The others soon follow her father, Zachariah Cote a somewhat comical spectacle in his union suit, which reveals rather large hips and suggests that the man is better suited to a frock coat. (But which man is not? Olympia wonders.) Philbrick, with little modesty or self-consciousness, walks briskly to the rug, sits down to lunch, and begins to consume his meal with enthusiasm. Unable to remain calm in their company, Olympia stands and walks to the water’s edge with wraps for the girls, who twirl themselves into the dry cloths as if forming cocoons. Even Martha seems happy to see her, although somehow the girl has gotten sand into her stockings and they bag with the weight and make odd lumps against her legs.

They walk back to the rug as if Olympia were a governess and they her waterlogged charges. Along the way, when she chances to look up, she sees that Haskell has gone.

• • •

He does not reappear for dinner in the evening. When Olympia inquires as to his whereabouts, Catherine says that he has been called away to the clinic. Olympia struggles through the meal with little appetite. She minds Haskell’s absence more than she ever could have anticipated. It is the first of many nights she will now spend when her life, which seemed complete enough only the night before, appears to be missing an essential piece.

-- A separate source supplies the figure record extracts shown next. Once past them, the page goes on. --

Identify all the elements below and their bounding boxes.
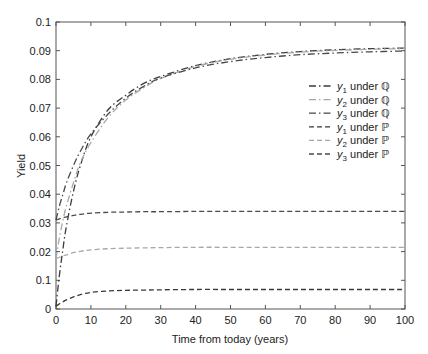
y-tick-label: 0.08 bbox=[30, 73, 51, 85]
x-axis-label: Time from today (years) bbox=[172, 333, 288, 345]
x-tick-label: 10 bbox=[85, 314, 97, 326]
plot-frame bbox=[56, 22, 405, 309]
y-tick-label: 0.1 bbox=[36, 274, 51, 286]
legend: y1 under ℚy2 under ℚy3 under ℚy1 under ℙ… bbox=[309, 80, 390, 163]
x-tick-label: 20 bbox=[120, 314, 132, 326]
y-tick-label: 0.02 bbox=[30, 246, 51, 258]
series-line-5 bbox=[56, 247, 405, 259]
x-tick-label: 80 bbox=[329, 314, 341, 326]
y-tick-label: 0.07 bbox=[30, 102, 51, 114]
series-line-6 bbox=[56, 211, 405, 220]
y-tick-label: 0.06 bbox=[30, 131, 51, 143]
y-tick-label: 0.03 bbox=[30, 217, 51, 229]
legend-entry: y3 under ℙ bbox=[336, 148, 389, 163]
x-tick-label: 70 bbox=[294, 314, 306, 326]
x-tick-label: 30 bbox=[155, 314, 167, 326]
x-tick-label: 0 bbox=[53, 314, 59, 326]
x-tick-label: 40 bbox=[189, 314, 201, 326]
y-tick-label: 0 bbox=[45, 303, 51, 315]
x-tick-label: 60 bbox=[259, 314, 271, 326]
chart: 0102030405060708090100 00.10.020.030.040… bbox=[0, 0, 428, 354]
plot-border bbox=[56, 22, 405, 309]
y-tick-label: 0.1 bbox=[36, 16, 51, 28]
x-axis: 0102030405060708090100 bbox=[53, 22, 414, 326]
y-axis: 00.10.020.030.040.050.060.070.080.090.1 bbox=[30, 16, 405, 315]
y-tick-label: 0.04 bbox=[30, 188, 51, 200]
y-tick-label: 0.09 bbox=[30, 45, 51, 57]
y-tick-label: 0.05 bbox=[30, 160, 51, 172]
x-tick-label: 90 bbox=[364, 314, 376, 326]
series-line-4 bbox=[56, 289, 405, 306]
x-tick-label: 50 bbox=[224, 314, 236, 326]
y-axis-label: Yield bbox=[15, 154, 27, 178]
x-tick-label: 100 bbox=[396, 314, 414, 326]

Wishing to be alone, she pushes her chair back. Thunder shakes the house, and Olympia can feel the vibrations through the floorboards. A streak of lightning needles the sky outside the windows of the dining room.

“A storm,” Catherine says.

“The man who brings the lobsters said there would be,” her mother answers.

“I must go upstairs to close my window,” Olympia says, relieved to have an excuse to leave the table.